The effects is made with following textures:
Texture | Normal Map |
---|---|
wall.png | wall.normal.png |
Spine Animations
Normal mapping for Spine animations is supported too. First of all, an empty skin with the name normalMap
must be created in the skeleton using Spine 2D Editor. Once imported, each attachment needs to have its respective normal map texture following the previous naming convention.
To prevent name overlaps, HyperLap2D when import a Spine animation unpack the Spine atlas into multiple files, the name of those PNGs are structured as follow:
<animationName><attachmentName>.png
. So, normal maps textures needs to be imported following the schema:<animationName><attachmentName>.normal.png
.
In the following examples the animation name is raptor
and the attachment name is head
.
Texture | Normal Map |
---|---|
raptorhead.png | raptorhead.normal.png |
All unpacked textures can be found at
<project-folder>/assets/orig/images
.
Normal map textures can be imported as simple PNG files wihtout special actions. HyperLap2D will automatically found textures and apply the effect.
Spine 2D is a commercial product by Esoteric Software. The example used on this page is just for demonstrating purposes.

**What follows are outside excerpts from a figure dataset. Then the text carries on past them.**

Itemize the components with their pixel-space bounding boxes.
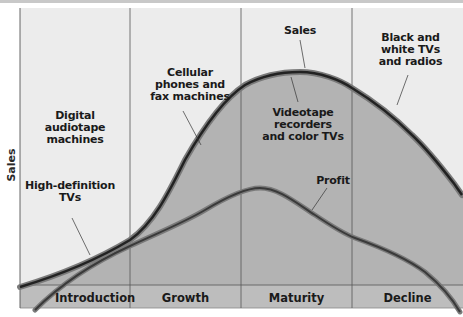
y-axis-label: Sales — [5, 145, 19, 185]
top-rule — [0, 0, 463, 3]
stage-introduction: Introduction — [55, 289, 130, 307]
stage-decline: Decline — [352, 289, 463, 307]
label-videotape: Videotape recorders and color TVs — [258, 107, 348, 143]
label-sales: Sales — [275, 25, 325, 37]
stage-maturity: Maturity — [241, 289, 352, 307]
label-profit: Profit — [308, 175, 358, 187]
label-cellular: Cellular phones and fax machines — [145, 67, 235, 103]
stage-growth: Growth — [130, 289, 241, 307]
label-digital-audiotape: Digital audiotape machines — [35, 110, 115, 146]
label-black-white: Black and white TVs and radios — [368, 32, 453, 68]
label-hdtv: High-definition TVs — [20, 180, 120, 204]
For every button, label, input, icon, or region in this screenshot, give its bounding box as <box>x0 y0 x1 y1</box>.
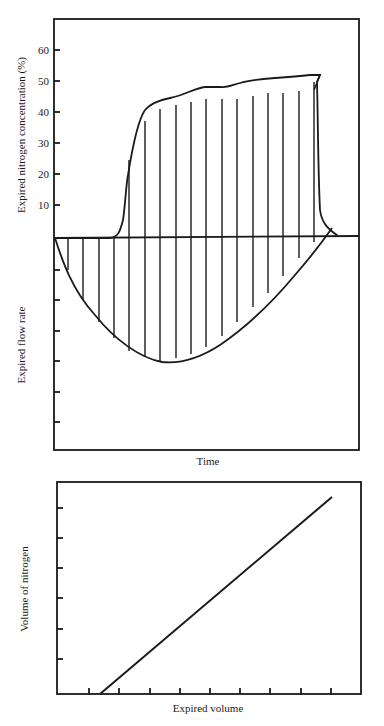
x-axis-label-time: Time <box>197 455 220 467</box>
y-tick-50: 50 <box>38 75 50 87</box>
y-tick-10: 10 <box>38 199 50 211</box>
y-axis-label-nitrogen-volume: Volume of nitrogen <box>18 546 30 632</box>
y-tick-40: 40 <box>38 106 50 118</box>
nitrogen-volume-line <box>100 497 332 694</box>
y-tick-60: 60 <box>38 44 50 56</box>
figure: 60 50 40 30 20 10 <box>0 0 384 726</box>
top-chart: 60 50 40 30 20 10 <box>15 19 359 467</box>
concentration-hatching <box>129 82 314 238</box>
bottom-chart: Volume of nitrogen Expired volume <box>18 482 361 714</box>
flow-hatching <box>68 238 314 362</box>
x-ticks-bottom <box>89 688 331 694</box>
y-axis-label-concentration: Expired nitrogen concentration (%) <box>15 57 28 213</box>
y-tick-30: 30 <box>38 137 50 149</box>
y-tick-20: 20 <box>38 168 50 180</box>
nitrogen-concentration-curve <box>54 75 338 238</box>
x-axis-label-expired-volume: Expired volume <box>173 702 244 714</box>
y-axis-label-flow: Expired flow rate <box>15 306 27 383</box>
expired-flow-rate-curve <box>55 228 332 362</box>
bottom-chart-frame <box>57 482 361 694</box>
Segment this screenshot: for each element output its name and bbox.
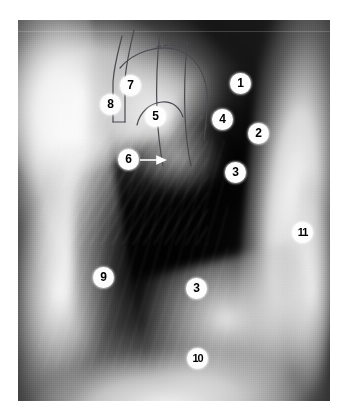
scan-seam-line: [18, 31, 330, 32]
marker-3a: 3: [225, 162, 246, 183]
lateral-chest-radiograph: [18, 20, 330, 401]
marker-7: 7: [120, 75, 141, 96]
figure-container: 12345678931011: [0, 0, 345, 420]
marker-11: 11: [292, 222, 313, 243]
marker-3b: 3: [186, 278, 207, 299]
vertebral-striations: [58, 115, 208, 245]
marker-6: 6: [118, 149, 139, 170]
marker-8: 8: [100, 94, 121, 115]
marker-5: 5: [145, 106, 166, 127]
marker-9: 9: [93, 267, 114, 288]
marker-1: 1: [230, 73, 251, 94]
marker-10: 10: [187, 348, 208, 369]
marker-2: 2: [248, 123, 269, 144]
marker-4: 4: [212, 109, 233, 130]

Generate Normal Maps with Laigter
There are many tools to generate normal maps from a texture. One that fits well with HyperLap2D is Laigter, a free and open source software for normal maps generation. It has the useful option to export textures in batch with the same suffix to match the HyperLap2D naming convention. It works well for Spine animations too.
Be sure to enable
use alpha
and disable theinvert x
andinvert y
options.
Pseudo3D shadows
This is an experimental feature which allows objects to cast a fixed-length shadow. It’s enough to check the Enable Pseudo3D
option in the scene panel. This feature is still under development and may not always work properly.